26/08/2014, 09:34:01 AM

by Jonathan Todd

A monopoly on violence is a pithy definition of statehood derived from Max Weber. On these terms, thugs in the Middle East have recently achieved this standard. There was a gang in the East End of London, the Krays, who did the same in the 1960s. The People’s Republic wasn’t then declared. This waited for Lutfur Rahman.

The key word that I’ve missed from Weber’s definition is legitimate. The violence visited on James Foley is no more legitimate than that of the Krays. That’s why James Kirkup insists that Foley’s killing was a murder, a criminal act, not an execution, something states do to breakers of their most important rules.

Ken Livingstone, who has topped Labour’s NEC “constituency reps” ballot, helped Rahman to his current status. Livingstone’s victory indicates the strength of Labour’s left, which tends to be more suspicious than the Labour right of military intervention and the motives of the US, as well as quicker to explain Islamic extremism in terms of the perceived failings of the west.
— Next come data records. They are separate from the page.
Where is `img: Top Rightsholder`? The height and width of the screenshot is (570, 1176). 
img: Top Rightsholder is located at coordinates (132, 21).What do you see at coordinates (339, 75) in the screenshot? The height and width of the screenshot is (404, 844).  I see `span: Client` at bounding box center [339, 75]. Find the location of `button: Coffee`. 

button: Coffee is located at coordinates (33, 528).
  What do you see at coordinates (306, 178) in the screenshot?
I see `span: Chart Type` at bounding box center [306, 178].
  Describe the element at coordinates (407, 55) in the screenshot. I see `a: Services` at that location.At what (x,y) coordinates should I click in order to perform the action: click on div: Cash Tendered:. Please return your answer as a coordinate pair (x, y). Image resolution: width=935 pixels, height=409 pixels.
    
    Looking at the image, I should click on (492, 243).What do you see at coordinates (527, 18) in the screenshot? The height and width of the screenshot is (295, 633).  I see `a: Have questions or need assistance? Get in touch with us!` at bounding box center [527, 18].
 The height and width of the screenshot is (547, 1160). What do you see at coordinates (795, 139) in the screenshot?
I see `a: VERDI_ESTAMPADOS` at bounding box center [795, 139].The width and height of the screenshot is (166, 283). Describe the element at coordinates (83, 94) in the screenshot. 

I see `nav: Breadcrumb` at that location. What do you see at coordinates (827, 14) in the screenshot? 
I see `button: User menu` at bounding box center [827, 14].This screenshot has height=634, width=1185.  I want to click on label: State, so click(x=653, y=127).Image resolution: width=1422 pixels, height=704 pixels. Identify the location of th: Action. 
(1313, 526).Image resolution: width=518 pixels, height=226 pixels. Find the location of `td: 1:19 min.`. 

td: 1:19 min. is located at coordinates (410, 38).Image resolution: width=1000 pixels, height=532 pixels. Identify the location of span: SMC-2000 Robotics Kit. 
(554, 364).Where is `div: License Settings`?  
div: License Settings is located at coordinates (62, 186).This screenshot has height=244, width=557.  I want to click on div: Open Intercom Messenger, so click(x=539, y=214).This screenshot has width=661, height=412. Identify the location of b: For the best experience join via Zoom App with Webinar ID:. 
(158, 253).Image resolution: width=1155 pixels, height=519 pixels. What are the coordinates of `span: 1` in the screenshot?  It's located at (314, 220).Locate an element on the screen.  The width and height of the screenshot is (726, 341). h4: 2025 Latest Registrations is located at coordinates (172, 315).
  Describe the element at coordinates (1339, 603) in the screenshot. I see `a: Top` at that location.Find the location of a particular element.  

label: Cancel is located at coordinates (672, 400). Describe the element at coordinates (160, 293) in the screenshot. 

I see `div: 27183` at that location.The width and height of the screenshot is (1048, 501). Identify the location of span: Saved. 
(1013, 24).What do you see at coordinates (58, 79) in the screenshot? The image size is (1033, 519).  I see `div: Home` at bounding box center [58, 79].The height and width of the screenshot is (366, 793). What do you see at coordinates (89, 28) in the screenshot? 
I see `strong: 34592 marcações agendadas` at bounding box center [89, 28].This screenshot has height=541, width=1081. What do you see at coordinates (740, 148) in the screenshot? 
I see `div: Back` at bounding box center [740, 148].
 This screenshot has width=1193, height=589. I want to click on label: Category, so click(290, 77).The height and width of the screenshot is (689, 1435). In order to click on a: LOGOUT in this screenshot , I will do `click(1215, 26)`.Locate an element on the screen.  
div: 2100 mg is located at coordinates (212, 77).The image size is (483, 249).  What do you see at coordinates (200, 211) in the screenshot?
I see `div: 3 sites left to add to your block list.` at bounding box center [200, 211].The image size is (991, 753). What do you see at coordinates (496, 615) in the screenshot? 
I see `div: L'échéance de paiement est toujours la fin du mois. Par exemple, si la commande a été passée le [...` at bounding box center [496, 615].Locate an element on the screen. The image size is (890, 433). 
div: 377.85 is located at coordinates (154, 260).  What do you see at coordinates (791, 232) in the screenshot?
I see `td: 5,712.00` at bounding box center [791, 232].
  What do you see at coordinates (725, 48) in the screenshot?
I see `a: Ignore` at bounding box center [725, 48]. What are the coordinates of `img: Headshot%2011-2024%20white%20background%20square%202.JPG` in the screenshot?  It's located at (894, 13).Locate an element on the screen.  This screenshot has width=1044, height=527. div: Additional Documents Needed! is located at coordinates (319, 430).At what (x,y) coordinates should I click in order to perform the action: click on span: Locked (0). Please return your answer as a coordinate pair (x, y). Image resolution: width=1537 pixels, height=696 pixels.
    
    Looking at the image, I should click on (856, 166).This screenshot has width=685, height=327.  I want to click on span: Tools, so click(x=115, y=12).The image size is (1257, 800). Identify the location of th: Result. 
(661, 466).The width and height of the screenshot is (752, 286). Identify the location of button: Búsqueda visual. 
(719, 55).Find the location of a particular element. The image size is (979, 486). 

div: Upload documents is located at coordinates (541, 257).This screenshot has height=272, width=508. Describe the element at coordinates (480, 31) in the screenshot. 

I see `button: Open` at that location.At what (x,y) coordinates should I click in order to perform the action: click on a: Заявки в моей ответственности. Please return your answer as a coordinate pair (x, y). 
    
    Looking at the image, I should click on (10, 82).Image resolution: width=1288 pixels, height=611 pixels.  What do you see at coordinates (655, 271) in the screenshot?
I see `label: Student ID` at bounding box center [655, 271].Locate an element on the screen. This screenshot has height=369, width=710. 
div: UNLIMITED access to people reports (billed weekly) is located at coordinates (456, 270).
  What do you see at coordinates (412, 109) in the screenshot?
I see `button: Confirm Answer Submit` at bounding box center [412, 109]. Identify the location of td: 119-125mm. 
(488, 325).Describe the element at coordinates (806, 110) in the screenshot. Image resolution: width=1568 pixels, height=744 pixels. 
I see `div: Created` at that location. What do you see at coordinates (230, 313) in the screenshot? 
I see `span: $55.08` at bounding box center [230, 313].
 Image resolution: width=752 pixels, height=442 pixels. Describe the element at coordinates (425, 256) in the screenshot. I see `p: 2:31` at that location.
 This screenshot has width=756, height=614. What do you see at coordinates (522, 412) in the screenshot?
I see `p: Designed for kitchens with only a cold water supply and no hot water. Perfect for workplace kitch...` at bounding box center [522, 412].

If ISIS doesn’t prompt the Labour left to consider military intervention, will anything? If US bombing of ISIS, in an attempt to avert genocide, doesn’t justify support from the Labour left for US action, will they ever support such action? If the brutal murder of an American, a civilian only seeking to do his job as a journalist, can be explained in terms of supposed US failings, can’t everything?

The Labour left might now be questioning their presumptions. Or maybe not, maybe the Iraq war’s shadow remains too long. As David Miliband, often dismissed as a Blairite by the left, has recently conceded, the outcome of that war “induces a high degree of humility”. Therefore, if the Labour left are now reassessing, they are doing what the Labour right has done for the past decade.

I wrote recently that Labour needs new thinking on the Middle East. Atul Hatwal has provided some – arguing the case for a pragmatic approach to President Assad in Syria. And Lord Glasman has too – advocating that we be pro-Kurdish, pro-Iranian and pro-Christian.